Space travel’s dark cloud; Tasting what you breathe; How the leopard got its spots; Shaken (not stirred) fur

Space travel’s dark cloud

Space tourism is heating up, but will it scorch the planet too? Within three years, New Mexico’s Spaceport America, which opened its first runway in October, expects to launch two flights a day into suborbital space for citizens and researchers with a hankering for high-altitude travel. But increased rocket exhaust from such trips could alter the climate, a new study warns. The problem is twofold: First, the rockets spew black carbon, which absorbs sunlight and warms the atmosphere; second, the heat-trapping rocket exhaust is injected directly into the stratosphere, where it lingers for years, accumulating with each additional space trip. The study estimates that the emissions produced by 1,000 suborbital flights a year—the likely traffic in 2020—would produce a black cloud that could alter wind patterns, raise temperatures at the poles, and accelerate the melting of sea ice.
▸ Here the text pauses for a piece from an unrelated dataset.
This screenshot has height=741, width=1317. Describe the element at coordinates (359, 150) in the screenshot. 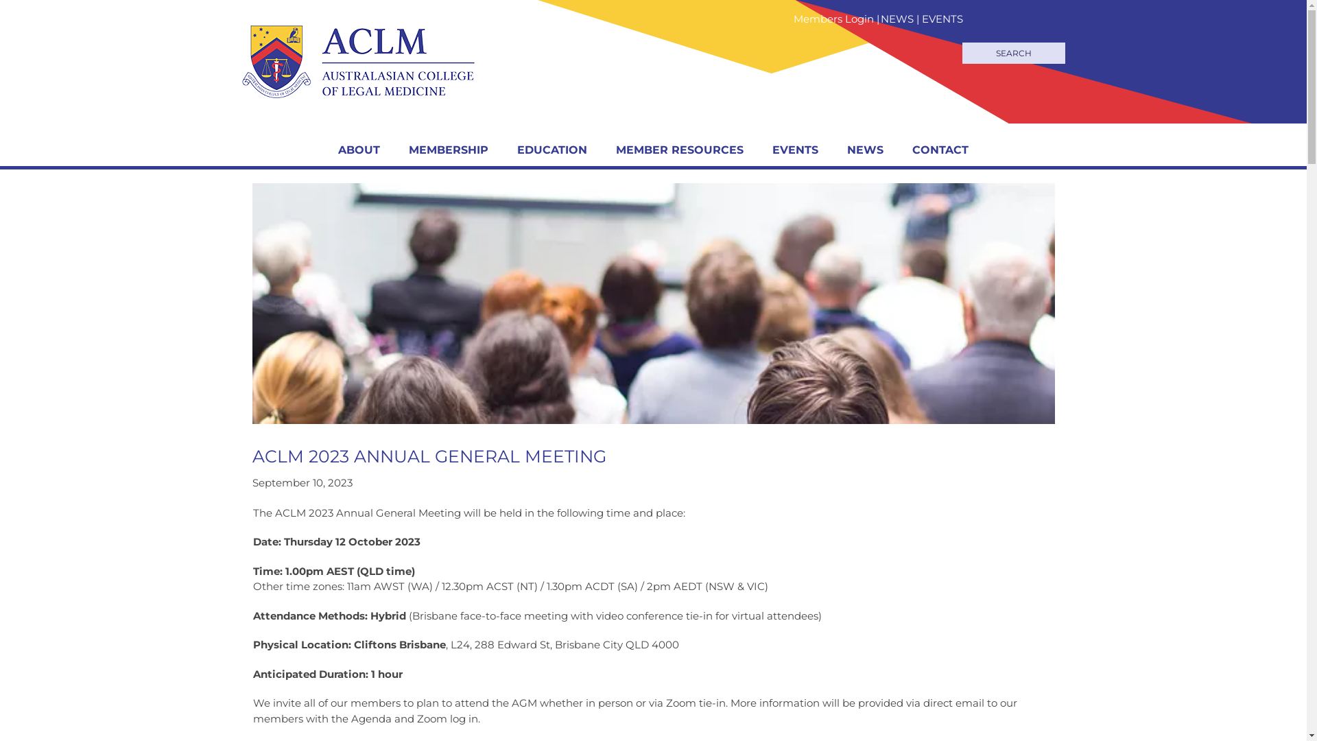

I see `ABOUT` at that location.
More research is needed, but the study clearly identifies a potential problem for the industry, Martin Ross, a researcher at the Aerospace Corporation and the study’s author, tells Nature News. “There are fundamental limits to how much material human beings can put into orbit without having a significant impact.”

The Week

Escape your echo chamber. Get the facts behind the news, plus analysis from multiple perspectives.

SUBSCRIBE & SAVE
https://cdn.mos.cms.futurecdn.net/flexiimages/jacafc5zvs1692883516.jpg

Sign up for The Week's Free Newsletters

From our morning news briefing to a weekly Good News Newsletter, get the best of The Week delivered directly to your inbox.
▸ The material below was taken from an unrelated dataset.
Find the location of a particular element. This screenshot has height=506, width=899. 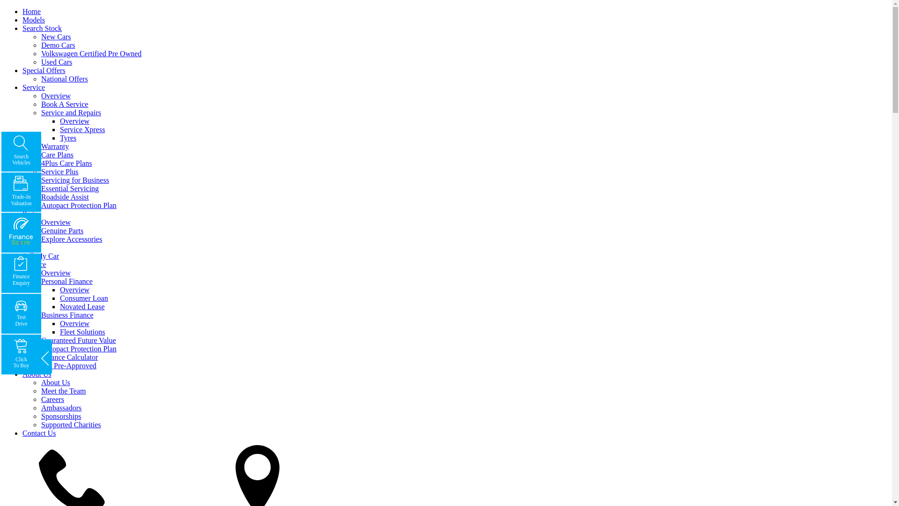

Autopact Protection Plan is located at coordinates (79, 348).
From our morning news briefing to a weekly Good News Newsletter, get the best of The Week delivered directly to your inbox.

Sign up

How the leopard got its spots

Rudyard Kipling got it half right. As it happens, the leopard didn’t get its spots from a human handprint (as Kipling’s Just So Stories suggested). But the spots do seem to be an adaptation resulting from life spent in Kipling’s “trees and bushes and stripy, speckly, patchy-blatchy shadows.” Intrigued by the dramatically different coat patterns among closely related cat species, including lions, tigers, leopards, and jaguars, researchers at the University of Bristol in the U.K. classified 35 cat species according to the size, shape, and direction of their markings. Then they compared the coats to photo images of the cats’ habitats. The process revealed that coat patterns offer camouflage that corresponds with remarkable specificity to the habitat in which a cat lives and hunts. Spotted cats are at home in trees and dappled forests, whereas cats of the open plains—lions—are, well, openly plain. This feline camouflage evolves over a short period of time, allowing cats to adapt relatively quickly to environment. The only real anomaly is the cheetah, a spotted cat of the open savannah. However, the cheetah’s hunting strategy doesn’t much rely on camouflage, study author William Allen tells New Scientist. For the cheetah, securing dinner is purely a function of speed.

Shaken (not stirred) fur

The next time a wet dog shakes itself dry all over your living room, give it credit: It’s drying itself with optimal efficiency, physicists say. Water clings to an animal’s hair by surface tension; to eject the liquid, the animal must generate an even greater centripetal force, by shaking. The process fits a fairly simple mathematical model, which indicates that smaller animals need to shake faster to produce the necessary force. To confirm the math, researchers at the Georgia Institute of Technology videotaped 40 wet, hairy animals—lab rats, dogs, even a tiger from the zoo—as they shook themselves dry. The scientists found that bigger animals indeed shake more slowly: While a mouse gyrates back and forth 27 times per second (27 hertz) to get itself dry, a grizzly bear does so only four times per second (4 hertz). “The animals are shaking at optimal frequencies,” team member David Hu tells Science News. “I think it’s pretty amazing they can do that.” It’s also a lifesaver; if an animal didn’t shake the water free, “it would have to use 25 percent of its daily calories to heat its body to get rid of the water,” says Hu. “Every time they got wet they would get hypothermia and die.”